Previous federal surface transportation bills largely ignored and did not support the development of intercity passenger rail, he said.
The current surface transportation measure expired in September 2009, but is temporarily extended through Dec. 31, 2010.
From replacing and modernizing Amtrak’s fleet of locomotives and passenger rail cars to creating new high-speed rail corridors, it's crucial to “find a way to bring constancy to our capital funding program,” McHugh said. Without it, “it will be almost impossible for us to truly develop the type of system America deserves in the 21st century,” he said.
“Long-term, sustainable funding is the key, and without it, Amtrak and the whole system will continue to limp along failing to live up to the promise of what we know rail can do for the nation,” McHugh said in his testimony.
Previous federal surface transportation bills largely ignored and did not support the development of intercity passenger rail, he said.

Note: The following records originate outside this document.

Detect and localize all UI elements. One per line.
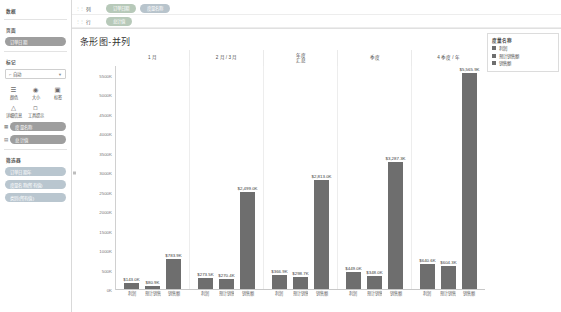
- x-tick-label-0-2[interactable]: 销售额: [167, 290, 182, 300]
- x-tick-label-2-0[interactable]: 利润: [272, 290, 287, 300]
- mark-button-label[interactable]: ▣ 标签: [47, 84, 68, 102]
- column-header-2[interactable]: 年度 汇总: [264, 50, 338, 66]
- column-header-0[interactable]: 1 月: [116, 50, 190, 66]
- rows-shelf-label: ⋮⋮ 行: [76, 18, 102, 25]
- bar-0-0[interactable]: [124, 283, 139, 289]
- bar-3-0[interactable]: [346, 272, 361, 289]
- bar-2-2[interactable]: [314, 180, 329, 289]
- marks-card-row-2: △ 详细信息 ◽ 工具提示: [0, 102, 71, 120]
- marks-pill-measure-names[interactable]: 度量名称: [10, 122, 66, 131]
- x-tick-label-4-1[interactable]: 预计销售额: [440, 290, 455, 300]
- measure-names-icon: ▦: [4, 124, 8, 129]
- x-tick-label-4-2[interactable]: 销售额: [462, 290, 477, 300]
- pages-pill[interactable]: 订单日期: [5, 37, 66, 46]
- column-header-1[interactable]: 2 月 / 3 月: [190, 50, 264, 66]
- bar-slot-4-1[interactable]: $604.3K: [441, 66, 456, 289]
- bar-slot-0-2[interactable]: $783.9K: [166, 66, 181, 289]
- bar-slot-4-0[interactable]: $640.6K: [420, 66, 435, 289]
- bar-slot-2-1[interactable]: $298.7K: [293, 66, 308, 289]
- x-tick-label-1-0[interactable]: 利润: [198, 290, 213, 300]
- mark-label-color: 颜色: [10, 94, 18, 100]
- bar-2-0[interactable]: [272, 275, 287, 289]
- x-tick-label-4-0[interactable]: 利润: [419, 290, 434, 300]
- x-tick-label-2-2[interactable]: 销售额: [314, 290, 329, 300]
- mark-button-detail[interactable]: △ 详细信息: [3, 102, 24, 120]
- rows-pill-0[interactable]: 总计值: [106, 17, 132, 26]
- bar-groups: $143.0K$80.9K$783.9K$273.5K$270.4K$2,499…: [116, 66, 485, 290]
- x-tick-label-2-1[interactable]: 预计销售额: [293, 290, 308, 300]
- bar-2-1[interactable]: [293, 277, 308, 289]
- bar-slot-3-2[interactable]: $3,287.3K: [388, 66, 403, 289]
- legend-swatch-icon-1: [492, 54, 496, 58]
- data-section-title: 数据: [0, 4, 71, 16]
- bar-1-2[interactable]: [240, 192, 255, 289]
- marks-pill-measure-values[interactable]: 总计值: [10, 135, 66, 144]
- columns-pill-1[interactable]: 度量名称: [140, 4, 170, 13]
- bar-3-1[interactable]: [367, 276, 382, 289]
- filter-pill-1[interactable]: 度量名称(所有值): [5, 180, 66, 189]
- measure-values-icon: ▤: [4, 137, 8, 142]
- x-tick-label-3-2[interactable]: 销售额: [388, 290, 403, 300]
- bar-slot-1-1[interactable]: $270.4K: [219, 66, 234, 289]
- y-axis-handle[interactable]: [73, 172, 76, 175]
- bar-slot-4-2[interactable]: $5,565.9K: [462, 66, 477, 289]
- bar-1-0[interactable]: [198, 278, 213, 289]
- bar-slot-2-0[interactable]: $366.9K: [272, 66, 287, 289]
- mark-label-size: 大小: [32, 94, 40, 100]
- bar-slot-2-2[interactable]: $2,813.0K: [314, 66, 329, 289]
- filter-pill-0[interactable]: 订单日期年: [5, 167, 66, 176]
- bar-slot-3-0[interactable]: $449.0K: [346, 66, 361, 289]
- main-panel: ⋮⋮ 列 订单日期 度量名称 ⋮⋮ 行 总计值 条形图-并列 1 月2 月 / …: [72, 0, 561, 312]
- sidebar-divider-1: [4, 19, 67, 20]
- marks-type-dropdown[interactable]: ⌐ 自动 ▼: [5, 69, 66, 79]
- sidebar-divider-2: [4, 51, 67, 52]
- x-tick-label-3-1[interactable]: 预计销售额: [367, 290, 382, 300]
- bar-3-2[interactable]: [388, 162, 403, 289]
- marks-pill-row-0[interactable]: ▦ 度量名称: [0, 120, 71, 133]
- chevron-down-icon: ▼: [58, 72, 62, 77]
- marks-section-title: 标记: [0, 55, 71, 67]
- y-tick-11: 0K: [107, 288, 112, 293]
- columns-pill-0[interactable]: 订单日期: [106, 4, 136, 13]
- legend[interactable]: 度量名称 利润 预计销售额 销售额: [487, 33, 559, 72]
- bar-value-label-0-1: $80.9K: [146, 280, 160, 285]
- bar-4-0[interactable]: [420, 264, 435, 289]
- bar-slot-1-0[interactable]: $273.5K: [198, 66, 213, 289]
- bar-group-2: $366.9K$298.7K$2,813.0K: [264, 66, 338, 289]
- y-tick-1: 5000K: [99, 93, 112, 98]
- y-tick-8: 1500K: [99, 229, 112, 234]
- legend-swatch-icon-0: [492, 46, 496, 50]
- bar-group-0: $143.0K$80.9K$783.9K: [116, 66, 190, 289]
- bar-slot-1-2[interactable]: $2,499.0K: [240, 66, 255, 289]
- legend-item-0[interactable]: 利润: [492, 45, 554, 51]
- x-tick-label-0-0[interactable]: 利润: [124, 290, 139, 300]
- mark-button-tooltip[interactable]: ◽ 工具提示: [25, 102, 46, 120]
- x-tick-label-0-1[interactable]: 预计销售额: [145, 290, 160, 300]
- y-tick-10: 500K: [102, 268, 112, 273]
- y-tick-3: 4000K: [99, 132, 112, 137]
- legend-item-1[interactable]: 预计销售额: [492, 53, 554, 59]
- bar-group-1: $273.5K$270.4K$2,499.0K: [190, 66, 264, 289]
- marks-pill-row-1[interactable]: ▤ 总计值: [0, 133, 71, 146]
- bar-0-2[interactable]: [166, 259, 181, 289]
- column-header-3[interactable]: 季度: [338, 50, 412, 66]
- columns-shelf[interactable]: ⋮⋮ 列 订单日期 度量名称: [72, 2, 561, 15]
- bar-slot-0-0[interactable]: $143.0K: [124, 66, 139, 289]
- bar-4-1[interactable]: [441, 266, 456, 289]
- filter-pill-2[interactable]: 类别(所有值): [5, 193, 66, 202]
- x-tick-label-1-2[interactable]: 销售额: [240, 290, 255, 300]
- bar-1-1[interactable]: [219, 279, 234, 289]
- bar-slot-0-1[interactable]: $80.9K: [145, 66, 160, 289]
- mark-button-color[interactable]: ☰ 颜色: [3, 84, 24, 102]
- bar-4-2[interactable]: [462, 73, 477, 289]
- bar-0-1[interactable]: [145, 286, 160, 289]
- rows-shelf[interactable]: ⋮⋮ 行 总计值: [72, 15, 561, 28]
- x-tick-label-1-1[interactable]: 预计销售额: [219, 290, 234, 300]
- column-headers: 1 月2 月 / 3 月年度 汇总季度4 季度 / 年: [116, 50, 485, 66]
- column-header-4[interactable]: 4 季度 / 年: [412, 50, 485, 66]
- bar-slot-3-1[interactable]: $348.0K: [367, 66, 382, 289]
- legend-item-2[interactable]: 销售额: [492, 60, 554, 66]
- x-tick-label-3-0[interactable]: 利润: [345, 290, 360, 300]
- y-tick-6: 2500K: [99, 190, 112, 195]
- mark-button-size[interactable]: ◉ 大小: [25, 84, 46, 102]
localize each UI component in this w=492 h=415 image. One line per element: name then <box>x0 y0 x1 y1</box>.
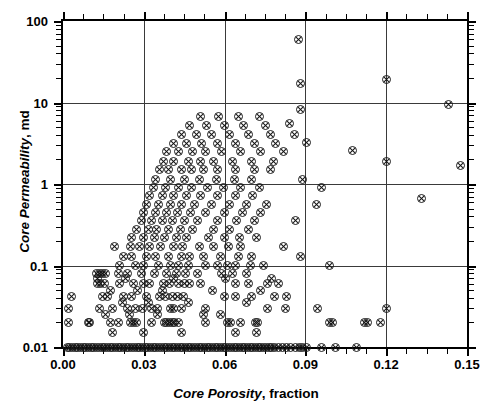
data-point <box>242 269 251 278</box>
y-tick-major-right <box>467 21 476 23</box>
data-point <box>108 304 117 313</box>
data-point <box>155 165 164 174</box>
data-point <box>181 269 190 278</box>
data-point <box>199 165 208 174</box>
data-point <box>262 200 271 209</box>
y-tick-minor <box>56 39 63 40</box>
data-point <box>188 225 197 234</box>
y-axis-title-plain: , md <box>17 110 32 138</box>
data-point <box>139 208 148 217</box>
data-point <box>250 165 259 174</box>
data-point <box>192 130 201 139</box>
data-point <box>93 274 102 283</box>
data-point <box>231 292 240 301</box>
data-point <box>67 292 76 301</box>
y-tick-minor <box>56 29 63 30</box>
data-point <box>196 157 205 166</box>
data-point <box>185 121 194 130</box>
data-point <box>325 261 334 270</box>
x-tick-minor-top <box>245 14 246 21</box>
data-point <box>187 165 196 174</box>
y-tick-minor-right <box>467 46 474 47</box>
data-point <box>328 318 337 327</box>
data-point <box>208 286 217 295</box>
data-point <box>174 261 183 270</box>
data-point <box>202 121 211 130</box>
data-point <box>294 35 303 44</box>
data-point <box>188 147 197 156</box>
y-tick-minor-right <box>467 202 474 203</box>
data-point <box>184 298 193 307</box>
data-point <box>247 157 256 166</box>
y-tick-minor <box>56 269 63 270</box>
x-tick-label: 0.15 <box>454 357 479 372</box>
data-point <box>267 274 276 283</box>
data-point <box>185 252 194 261</box>
data-point <box>242 298 251 307</box>
x-tick-major-top <box>225 12 227 21</box>
data-point <box>132 318 141 327</box>
data-point <box>225 225 234 234</box>
y-tick-minor-right <box>467 188 474 189</box>
data-point <box>317 343 326 352</box>
data-point <box>250 216 259 225</box>
data-point <box>199 310 208 319</box>
y-tick-minor-right <box>467 197 474 198</box>
data-point <box>234 252 243 261</box>
data-point <box>177 165 186 174</box>
data-point <box>195 175 204 184</box>
data-point <box>248 191 257 200</box>
data-point <box>164 252 173 261</box>
data-point <box>151 252 160 261</box>
data-point <box>196 191 205 200</box>
data-point <box>166 200 175 209</box>
y-tick-minor <box>56 298 63 299</box>
data-point <box>151 175 160 184</box>
gridline-vertical <box>386 21 387 347</box>
y-tick-minor-right <box>467 110 474 111</box>
x-tick-minor-top <box>427 14 428 21</box>
y-tick-minor-right <box>467 273 474 274</box>
data-point <box>225 130 234 139</box>
data-point <box>184 157 193 166</box>
data-point <box>244 225 253 234</box>
data-point <box>234 112 243 121</box>
data-point <box>363 318 372 327</box>
x-tick-major-top <box>305 12 307 21</box>
data-point <box>204 233 213 242</box>
data-point <box>296 252 305 261</box>
y-tick-minor-right <box>467 322 474 323</box>
data-point <box>169 157 178 166</box>
data-point <box>213 216 222 225</box>
data-point <box>225 200 234 209</box>
x-tick-label: 0.06 <box>212 357 237 372</box>
data-point <box>160 233 169 242</box>
data-point <box>444 100 453 109</box>
data-point <box>252 233 261 242</box>
data-point <box>236 242 245 251</box>
data-point <box>216 252 225 261</box>
data-point <box>224 242 233 251</box>
data-point <box>201 261 210 270</box>
x-tick-major-top <box>386 12 388 21</box>
y-tick-minor-right <box>467 34 474 35</box>
y-tick-minor <box>56 127 63 128</box>
data-point <box>291 216 300 225</box>
y-tick-minor <box>56 273 63 274</box>
y-tick-label: 10 <box>0 95 48 110</box>
data-point <box>302 138 311 147</box>
y-tick-minor-right <box>467 159 474 160</box>
data-point <box>145 242 154 251</box>
y-tick-minor-right <box>467 308 474 309</box>
y-tick-minor-right <box>467 227 474 228</box>
data-point <box>196 112 205 121</box>
data-point <box>256 208 265 217</box>
data-point <box>230 175 239 184</box>
y-tick-minor <box>56 34 63 35</box>
gridline-horizontal <box>63 184 467 185</box>
data-point <box>173 208 182 217</box>
y-tick-minor <box>56 135 63 136</box>
y-tick-minor <box>56 159 63 160</box>
y-tick-minor-right <box>467 135 474 136</box>
y-tick-minor <box>56 241 63 242</box>
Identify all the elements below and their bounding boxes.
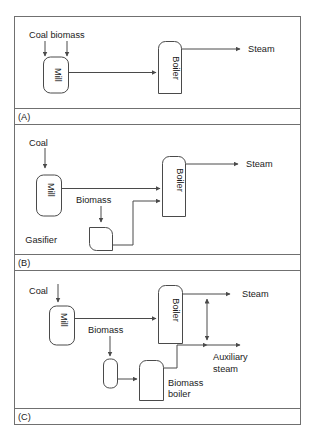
panel-b-mill-label: Mill [46, 183, 56, 197]
panel-b-boiler-label: Boiler [175, 168, 185, 192]
process-flow-diagram-figure: Coal biomass Mill Boiler Steam (A) Coal … [0, 0, 318, 439]
panel-b-biomass-label: Biomass [76, 195, 112, 205]
panel-b: Coal Mill Biomass Gasifier Boiler Steam [15, 125, 301, 255]
panel-c-aux-steam-label-line1: Auxiliary [213, 352, 248, 362]
panel-a-tag-band: (A) [15, 109, 301, 125]
panel-tag-c: (C) [18, 412, 31, 422]
panel-b-gasifier-label: Gasifier [25, 235, 57, 245]
figure-canvas: Coal biomass Mill Boiler Steam (A) Coal … [0, 0, 318, 439]
panel-b-steam-label: Steam [246, 159, 273, 169]
panel-c-feeder-shape [104, 359, 118, 388]
panel-c-biomass-label: Biomass [88, 325, 124, 335]
panel-a-steam-label: Steam [248, 44, 275, 54]
panel-b-input-label: Coal [29, 138, 48, 148]
panel-a-boiler-label: Boiler [171, 56, 181, 80]
panel-c-tag-band: (C) [15, 409, 301, 425]
panel-c-aux-steam-label-line2: steam [213, 364, 238, 374]
panel-tag-b: (B) [18, 258, 30, 268]
panel-c-mill-label: Mill [59, 313, 69, 327]
panel-tag-a: (A) [18, 112, 30, 122]
panel-c-boiler-label: Boiler [171, 298, 181, 322]
panel-a-input-label: Coal biomass [29, 30, 85, 40]
panel-c-biomass-boiler-label-line2: boiler [168, 389, 190, 399]
panel-c-tag-band-border [15, 409, 301, 425]
panel-b-gasifier-shape [90, 228, 113, 251]
panel-b-arrow-gasifier-to-boiler [113, 201, 161, 245]
panel-b-tag-band-border [15, 255, 301, 271]
panel-a-mill-label: Mill [53, 68, 63, 82]
panel-a-tag-band-border [15, 109, 301, 125]
panel-c-biomass-boiler-label-line1: Biomass [168, 378, 204, 388]
panel-c-arrow-biomass-boiler-to-aux [164, 345, 208, 368]
panel-c-input-label: Coal [29, 286, 48, 296]
panel-c-steam-label: Steam [242, 289, 269, 299]
panel-b-tag-band: (B) [15, 255, 301, 271]
panel-c-biomass-boiler-shape [140, 361, 164, 401]
panel-a: Coal biomass Mill Boiler Steam [15, 17, 301, 109]
panel-c: Coal Mill Biomass Biomass boiler Boiler … [15, 271, 301, 409]
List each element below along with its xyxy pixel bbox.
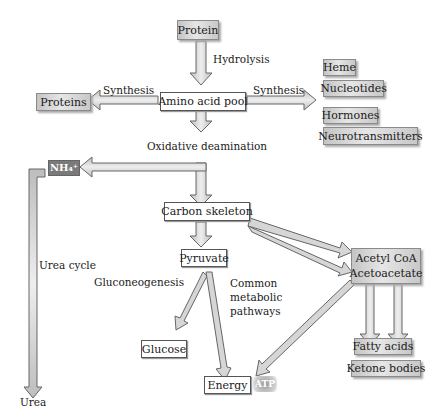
node-urea: Urea [20,396,46,409]
atp-badge-icon: ATP [253,376,277,392]
label-synthesis-right: Synthesis [253,84,304,97]
node-amino-acid-pool: Amino acid pool [160,92,246,111]
node-fatty-acids: Fatty acids [354,338,412,355]
node-pyruvate: Pyruvate [181,249,227,267]
label-gluconeogenesis: Gluconeogenesis [94,276,184,289]
node-acetyl-coa-acetoacetate: Acetyl CoA Acetoacetate [351,248,421,284]
label-oxidative-deamination: Oxidative deamination [147,140,267,153]
arrow-to-nh4 [80,157,206,177]
label-common-line-3: pathways [230,304,282,318]
arrow-deamination [190,111,212,132]
node-acetoacetate: Acetoacetate [350,266,423,281]
node-glucose: Glucose [141,340,187,358]
label-hydrolysis: Hydrolysis [213,53,270,66]
metabolism-diagram: Protein Hydrolysis Synthesis Synthesis P… [0,0,448,414]
node-acetyl-coa: Acetyl CoA [355,251,416,266]
label-common-metabolic-pathways: Common metabolic pathways [230,276,282,318]
node-proteins: Proteins [36,93,91,111]
node-hormones: Hormones [323,107,378,124]
node-nucleotides: Nucleotides [323,80,384,97]
label-common-line-2: metabolic [230,290,282,304]
node-protein: Protein [177,20,219,40]
node-energy: Energy [204,376,251,394]
arrow-to-fatty-acids [360,284,380,345]
node-ketone-bodies: Ketone bodies [351,360,421,377]
arrow-to-energy [206,272,231,380]
node-heme: Heme [323,59,356,76]
arrow-to-ketone [388,284,408,345]
label-synthesis-left: Synthesis [103,84,154,97]
arrow-to-pyruvate [190,222,212,247]
arrow-hydrolysis [190,41,212,85]
node-nh4: NH₄⁺ [48,160,80,176]
label-urea-cycle: Urea cycle [39,259,96,272]
arrow-urea-cycle [24,169,45,398]
node-carbon-skeleton: Carbon skeleton [164,202,250,221]
label-common-line-1: Common [230,276,282,290]
node-neurotransmitters: Neurotransmitters [323,127,418,145]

The current surface transportation measure expired in September 2009, but is temporarily extended through Dec. 31, 2010.
From replacing and modernizing Amtrak’s fleet of locomotives and passenger rail cars to creating new high-speed rail corridors, it's crucial to “find a way to bring constancy to our capital funding program,” McHugh said. Without it, “it will be almost impossible for us to truly develop the type of system America deserves in the 21st century,” he said.